Install, backends & your first project

pulumi new, login, up.

Beginner12 min · lesson 2 of 12

Pulumi is a single CLI plus a language runtime you already have (Node, Python, etc.). Install the CLI, then pulumi new scaffolds a project from a template for your language and cloud. Before you can deploy, Pulumi needs a backend to store state and a way to encrypt secrets — you log in to one with pulumi login.

terminal
$ curl -fsSL https://get.pulumi.com | sh
$ pulumi version
v3.130.0
$ pulumi login s3://acme-pulumi-state # self-managed state backend (or Pulumi Cloud)
$ pulumi new aws-typescript # scaffold a project + first stack
project name: payments-infra
stack name: dev

Backends

Two backend styles. Pulumi Cloud (the default app.pulumi.com) is a managed service storing state and secrets with a UI and history. A self-managed backend stores state in your own S3/Azure Blob/GCS bucket or on local disk — no third party, but you handle locking and secret-key management yourself. Both drive the identical CLI; choose based on whether you want a managed control plane or to keep everything in your own cloud.

terminal
$ pulumi up # preview, then deploy the current stack
Previewing update (dev):
Type Name Plan
+ pulumi:pulumi:Stack payments-infra-dev create
+ └─ aws:s3:Bucket logs create
Do you want to perform this update? yes
Resources: + 2 created
Choose and secure the secrets provider up front
On a self-managed backend, Pulumi encrypts secrets with a passphrase (PULUMI_CONFIG_PASSPHRASE) or a cloud KMS key by default — lose it and you cannot decrypt stack secrets or, sometimes, run updates. Decide on a KMS-backed provider for real stacks (not a passphrase in someone’s head), and back up the key like any other crown-jewel credential.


Requirement:
Below is a set of records. Repeat them verbatim without the pictures.

Provided records:
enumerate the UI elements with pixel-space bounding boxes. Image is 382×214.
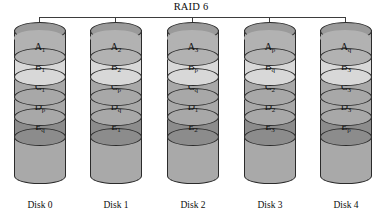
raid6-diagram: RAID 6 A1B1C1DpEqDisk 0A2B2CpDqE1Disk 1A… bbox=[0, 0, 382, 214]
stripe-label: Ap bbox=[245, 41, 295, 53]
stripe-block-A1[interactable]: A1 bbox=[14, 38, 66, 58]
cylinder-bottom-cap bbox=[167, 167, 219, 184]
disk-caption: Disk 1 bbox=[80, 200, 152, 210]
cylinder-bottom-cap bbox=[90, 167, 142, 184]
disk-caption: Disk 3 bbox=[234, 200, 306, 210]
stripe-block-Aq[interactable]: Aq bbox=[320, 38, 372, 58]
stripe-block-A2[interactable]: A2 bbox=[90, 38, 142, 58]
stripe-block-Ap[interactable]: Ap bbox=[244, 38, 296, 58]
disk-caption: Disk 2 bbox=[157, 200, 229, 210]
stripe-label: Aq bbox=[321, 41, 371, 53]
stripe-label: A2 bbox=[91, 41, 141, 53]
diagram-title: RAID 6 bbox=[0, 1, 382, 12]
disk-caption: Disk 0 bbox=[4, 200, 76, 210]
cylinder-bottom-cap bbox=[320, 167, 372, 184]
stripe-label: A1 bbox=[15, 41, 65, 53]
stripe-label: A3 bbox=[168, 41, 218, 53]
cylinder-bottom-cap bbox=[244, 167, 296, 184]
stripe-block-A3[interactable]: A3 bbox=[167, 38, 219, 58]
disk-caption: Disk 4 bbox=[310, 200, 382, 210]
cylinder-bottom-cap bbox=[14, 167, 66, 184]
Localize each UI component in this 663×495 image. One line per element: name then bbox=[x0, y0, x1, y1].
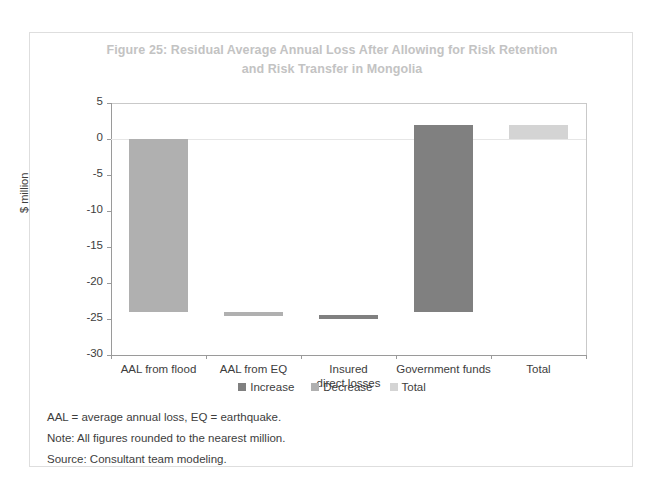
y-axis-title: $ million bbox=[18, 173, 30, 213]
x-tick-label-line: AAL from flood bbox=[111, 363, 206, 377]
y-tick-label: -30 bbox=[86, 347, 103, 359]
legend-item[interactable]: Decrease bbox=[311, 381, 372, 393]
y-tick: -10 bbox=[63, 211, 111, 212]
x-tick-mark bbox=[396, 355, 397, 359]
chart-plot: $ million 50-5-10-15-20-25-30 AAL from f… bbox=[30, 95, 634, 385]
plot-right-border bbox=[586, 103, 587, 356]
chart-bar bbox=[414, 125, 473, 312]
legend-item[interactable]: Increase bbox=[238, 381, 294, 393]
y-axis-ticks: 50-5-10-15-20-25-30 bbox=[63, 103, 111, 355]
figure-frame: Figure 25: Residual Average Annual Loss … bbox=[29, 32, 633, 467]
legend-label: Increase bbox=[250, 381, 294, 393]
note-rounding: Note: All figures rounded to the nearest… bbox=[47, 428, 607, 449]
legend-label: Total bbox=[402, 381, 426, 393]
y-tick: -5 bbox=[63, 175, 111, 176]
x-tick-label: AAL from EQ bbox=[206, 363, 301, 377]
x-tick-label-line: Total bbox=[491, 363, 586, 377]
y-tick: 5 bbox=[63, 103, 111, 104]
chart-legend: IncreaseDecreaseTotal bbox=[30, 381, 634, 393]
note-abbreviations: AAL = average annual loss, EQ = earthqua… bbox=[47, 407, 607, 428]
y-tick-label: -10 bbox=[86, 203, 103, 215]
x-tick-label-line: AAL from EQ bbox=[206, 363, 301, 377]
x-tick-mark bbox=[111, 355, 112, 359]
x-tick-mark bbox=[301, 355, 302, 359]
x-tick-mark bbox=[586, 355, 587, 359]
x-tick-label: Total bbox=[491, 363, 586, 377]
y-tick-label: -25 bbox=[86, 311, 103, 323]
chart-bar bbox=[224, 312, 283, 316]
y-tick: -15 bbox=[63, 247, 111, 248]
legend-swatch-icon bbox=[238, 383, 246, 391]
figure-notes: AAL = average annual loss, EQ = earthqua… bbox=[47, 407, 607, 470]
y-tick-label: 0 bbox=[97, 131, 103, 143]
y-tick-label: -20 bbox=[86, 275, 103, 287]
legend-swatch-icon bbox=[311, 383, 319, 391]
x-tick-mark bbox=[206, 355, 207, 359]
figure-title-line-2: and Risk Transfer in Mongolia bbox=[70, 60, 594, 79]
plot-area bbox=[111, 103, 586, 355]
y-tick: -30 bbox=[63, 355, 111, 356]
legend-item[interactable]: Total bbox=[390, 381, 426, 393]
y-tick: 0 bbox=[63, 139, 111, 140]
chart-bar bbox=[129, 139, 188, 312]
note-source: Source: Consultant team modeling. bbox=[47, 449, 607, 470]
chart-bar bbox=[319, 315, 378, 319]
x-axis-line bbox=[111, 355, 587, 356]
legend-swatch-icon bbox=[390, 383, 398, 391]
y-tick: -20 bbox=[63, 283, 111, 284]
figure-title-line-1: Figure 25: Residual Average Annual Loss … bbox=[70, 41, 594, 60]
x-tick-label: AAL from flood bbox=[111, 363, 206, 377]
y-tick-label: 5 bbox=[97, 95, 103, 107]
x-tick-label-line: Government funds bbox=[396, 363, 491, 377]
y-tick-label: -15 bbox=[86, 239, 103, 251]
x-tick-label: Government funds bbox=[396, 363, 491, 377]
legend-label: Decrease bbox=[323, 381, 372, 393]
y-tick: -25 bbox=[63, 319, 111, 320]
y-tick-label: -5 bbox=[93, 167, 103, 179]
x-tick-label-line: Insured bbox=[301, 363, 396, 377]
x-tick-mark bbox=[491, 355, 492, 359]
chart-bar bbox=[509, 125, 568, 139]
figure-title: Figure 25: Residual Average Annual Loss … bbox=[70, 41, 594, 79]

Exercise solution:
enumerate the UI elements with pixel-space bounding boxes. Image is 382×214.
raid6-diagram: RAID 6 A1B1C1DpEqDisk 0A2B2CpDqE1Disk 1A… bbox=[0, 0, 382, 214]
stripe-label: Ap bbox=[245, 41, 295, 53]
stripe-block-A1[interactable]: A1 bbox=[14, 38, 66, 58]
cylinder-bottom-cap bbox=[167, 167, 219, 184]
disk-caption: Disk 1 bbox=[80, 200, 152, 210]
cylinder-bottom-cap bbox=[90, 167, 142, 184]
disk-caption: Disk 3 bbox=[234, 200, 306, 210]
stripe-block-Aq[interactable]: Aq bbox=[320, 38, 372, 58]
stripe-block-A2[interactable]: A2 bbox=[90, 38, 142, 58]
stripe-block-Ap[interactable]: Ap bbox=[244, 38, 296, 58]
disk-caption: Disk 2 bbox=[157, 200, 229, 210]
stripe-label: Aq bbox=[321, 41, 371, 53]
stripe-label: A2 bbox=[91, 41, 141, 53]
diagram-title: RAID 6 bbox=[0, 1, 382, 12]
disk-caption: Disk 0 bbox=[4, 200, 76, 210]
cylinder-bottom-cap bbox=[320, 167, 372, 184]
stripe-label: A1 bbox=[15, 41, 65, 53]
stripe-label: A3 bbox=[168, 41, 218, 53]
cylinder-bottom-cap bbox=[244, 167, 296, 184]
stripe-block-A3[interactable]: A3 bbox=[167, 38, 219, 58]
disk-caption: Disk 4 bbox=[310, 200, 382, 210]
cylinder-bottom-cap bbox=[14, 167, 66, 184]
Localize each UI component in this 663×495 image. One line per element: name then bbox=[x0, y0, x1, y1].
y-axis-title: $ million bbox=[18, 173, 30, 213]
x-tick-label-line: AAL from flood bbox=[111, 363, 206, 377]
y-tick-label: -30 bbox=[86, 347, 103, 359]
legend-item[interactable]: Decrease bbox=[311, 381, 372, 393]
y-tick: -10 bbox=[63, 211, 111, 212]
x-tick-mark bbox=[396, 355, 397, 359]
chart-plot: $ million 50-5-10-15-20-25-30 AAL from f… bbox=[30, 95, 634, 385]
plot-right-border bbox=[586, 103, 587, 356]
chart-bar bbox=[414, 125, 473, 312]
legend-item[interactable]: Increase bbox=[238, 381, 294, 393]
y-axis-ticks: 50-5-10-15-20-25-30 bbox=[63, 103, 111, 355]
figure-frame: Figure 25: Residual Average Annual Loss … bbox=[29, 32, 633, 467]
legend-label: Increase bbox=[250, 381, 294, 393]
note-rounding: Note: All figures rounded to the nearest… bbox=[47, 428, 607, 449]
legend-label: Total bbox=[402, 381, 426, 393]
y-tick: -5 bbox=[63, 175, 111, 176]
x-tick-label: AAL from EQ bbox=[206, 363, 301, 377]
x-tick-label-line: Total bbox=[491, 363, 586, 377]
y-tick: 5 bbox=[63, 103, 111, 104]
chart-legend: IncreaseDecreaseTotal bbox=[30, 381, 634, 393]
note-abbreviations: AAL = average annual loss, EQ = earthqua… bbox=[47, 407, 607, 428]
y-tick-label: -10 bbox=[86, 203, 103, 215]
x-tick-label-line: AAL from EQ bbox=[206, 363, 301, 377]
x-tick-mark bbox=[111, 355, 112, 359]
x-tick-mark bbox=[301, 355, 302, 359]
x-tick-mark bbox=[586, 355, 587, 359]
x-tick-label: Total bbox=[491, 363, 586, 377]
y-tick-label: -25 bbox=[86, 311, 103, 323]
chart-bar bbox=[224, 312, 283, 316]
y-tick: -15 bbox=[63, 247, 111, 248]
legend-swatch-icon bbox=[238, 383, 246, 391]
figure-notes: AAL = average annual loss, EQ = earthqua… bbox=[47, 407, 607, 470]
y-tick-label: 0 bbox=[97, 131, 103, 143]
y-tick-label: -20 bbox=[86, 275, 103, 287]
legend-swatch-icon bbox=[311, 383, 319, 391]
x-tick-mark bbox=[206, 355, 207, 359]
figure-title-line-2: and Risk Transfer in Mongolia bbox=[70, 60, 594, 79]
plot-area bbox=[111, 103, 586, 355]
y-tick: -30 bbox=[63, 355, 111, 356]
legend-item[interactable]: Total bbox=[390, 381, 426, 393]
y-tick: 0 bbox=[63, 139, 111, 140]
chart-bar bbox=[129, 139, 188, 312]
note-source: Source: Consultant team modeling. bbox=[47, 449, 607, 470]
chart-bar bbox=[319, 315, 378, 319]
x-axis-line bbox=[111, 355, 587, 356]
legend-swatch-icon bbox=[390, 383, 398, 391]
y-tick: -20 bbox=[63, 283, 111, 284]
figure-title-line-1: Figure 25: Residual Average Annual Loss … bbox=[70, 41, 594, 60]
x-tick-label: AAL from flood bbox=[111, 363, 206, 377]
y-tick-label: 5 bbox=[97, 95, 103, 107]
x-tick-label-line: Government funds bbox=[396, 363, 491, 377]
y-tick-label: -15 bbox=[86, 239, 103, 251]
x-tick-label: Government funds bbox=[396, 363, 491, 377]
legend-label: Decrease bbox=[323, 381, 372, 393]
y-tick: -25 bbox=[63, 319, 111, 320]
y-tick-label: -5 bbox=[93, 167, 103, 179]
x-tick-label-line: Insured bbox=[301, 363, 396, 377]
x-tick-mark bbox=[491, 355, 492, 359]
chart-bar bbox=[509, 125, 568, 139]
figure-title: Figure 25: Residual Average Annual Loss … bbox=[70, 41, 594, 79]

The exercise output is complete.